Today’s society loves to showcase perfection and constant success, even though most of us know that’s not the whole story — most of us are just trying to make it through the day. Even though my own pursuit of perfection gets in my way at times, I know that I don’t come here as a polished gem ready to shine; I come from the middle of the work, ready to unpack with honesty rather than pretending I’ve got it all together. As I’ve grown through the social work program, I’ve been able to come to terms with imperfection not as failure or wrongdoing, but as part of the learning process.
I’ve spent so much of my life trying to sand and polish the rough edges until no one could see them; the harder I tried, the harder everything became. After all, an over‑polished stone eventually turns to dust. So I turned toward embracing and advocating for myself instead. I’m here to be honest, not perform — to be vulnerable without coming apart, and to share without over‑sharing. I don’t have the answers; I have questions and a drive to explore them here with you. Along the way things may get messy, but that’s only because the truth is rarely clean. That’s the version of me you’ll meet here.
And since I’m done pretending I’ve got it all together, it only makes sense to explain how I’m actually doing this — especially now that I’m learning to set boundaries instead of sanding myself down. That’s where Rowan comes in. Rowan is the part of me that writes without apology — the version of myself that’s uncensored and raw while still holding a boundary that keeps my humanity intact. And honestly, boundaries are pretty new territory for me, which is part of why I’m here in the first place. This space lets me practice showing up without shrinking, without performing, and without worrying about who’s watching. It lets me write from the middle without the pressure of approval or the risk of pity from people who know me in real life.
So that’s where I’m starting — in the middle, with the rough edges showing and the boundaries still new. I’m unpolished, boundary‑learning, and officially done pretending I’ve got it all together. If you’re here for the real stuff — the honest, messy, middle‑of‑the‑work truth — then welcome. Thanks for meeting me where I’m at. That’s something I hope my future self can offer her clients too: the ability to meet people exactly where they are, without judgment, without performance, and without expecting them to be anything other than human.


** Required action **
Please say how many lines of the entries below contain the word "axis", and leave out everything else.
#### Records for this task
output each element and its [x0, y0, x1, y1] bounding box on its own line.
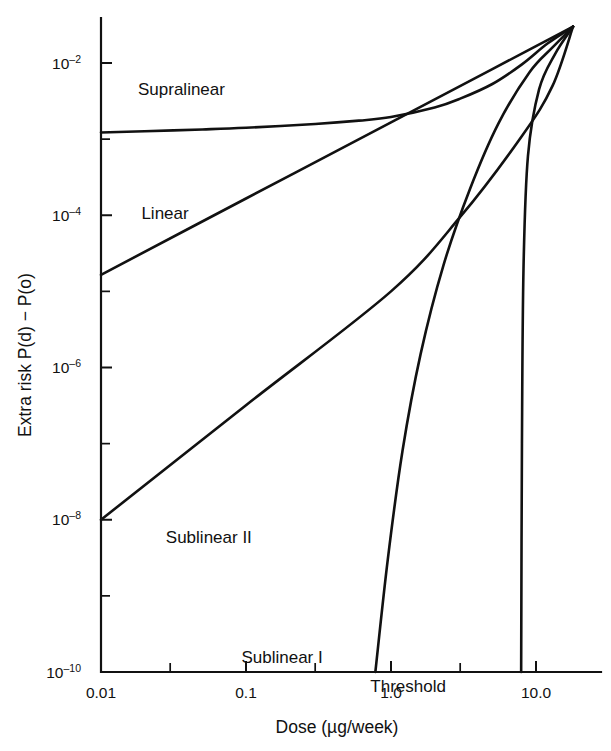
y-axis-title: Extra risk P(d) − P(o) — [15, 273, 35, 437]
curve-sublinear-ii — [101, 27, 573, 520]
curve-sublinear-i — [375, 27, 573, 672]
curve-label-threshold: Threshold — [370, 677, 446, 696]
x-tick-label: 0.1 — [235, 684, 257, 701]
y-tick-exponent: –6 — [69, 357, 81, 369]
curve-threshold — [521, 27, 573, 672]
y-tick-mantissa: 10 — [52, 207, 70, 224]
y-tick-label: 10–6 — [52, 357, 81, 376]
curve-label-supralinear: Supralinear — [138, 80, 225, 99]
curves — [101, 27, 573, 672]
curve-linear — [101, 27, 573, 275]
axes: 10–210–410–610–810–100.010.11.010.0 — [46, 18, 601, 701]
curve-labels: SupralinearLinearSublinear IISublinear I… — [138, 80, 446, 696]
y-tick-label: 10–8 — [52, 509, 81, 528]
y-tick-mantissa: 10 — [52, 511, 70, 528]
curve-label-sublinear-i: Sublinear I — [241, 648, 322, 667]
y-tick-exponent: –2 — [69, 53, 81, 65]
x-tick-label: 0.01 — [86, 684, 116, 701]
y-tick-exponent: –10 — [63, 662, 81, 674]
y-tick-mantissa: 10 — [52, 55, 70, 72]
x-axis-title: Dose (µg/week) — [276, 717, 399, 737]
dose-response-chart: 10–210–410–610–810–100.010.11.010.0 Supr… — [0, 0, 611, 751]
y-tick-mantissa: 10 — [52, 359, 70, 376]
y-tick-label: 10–10 — [46, 662, 81, 681]
y-tick-mantissa: 10 — [46, 664, 64, 681]
y-tick-label: 10–4 — [52, 205, 81, 224]
curve-label-linear: Linear — [141, 204, 189, 223]
axis-frame — [101, 18, 601, 672]
y-tick-label: 10–2 — [52, 53, 81, 72]
y-tick-exponent: –4 — [69, 205, 81, 217]
figure-container: 10–210–410–610–810–100.010.11.010.0 Supr… — [0, 0, 611, 751]
y-tick-exponent: –8 — [69, 509, 81, 521]
curve-label-sublinear-ii: Sublinear II — [166, 528, 252, 547]
x-tick-label: 10.0 — [521, 684, 552, 701]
########
** Response to this task **
3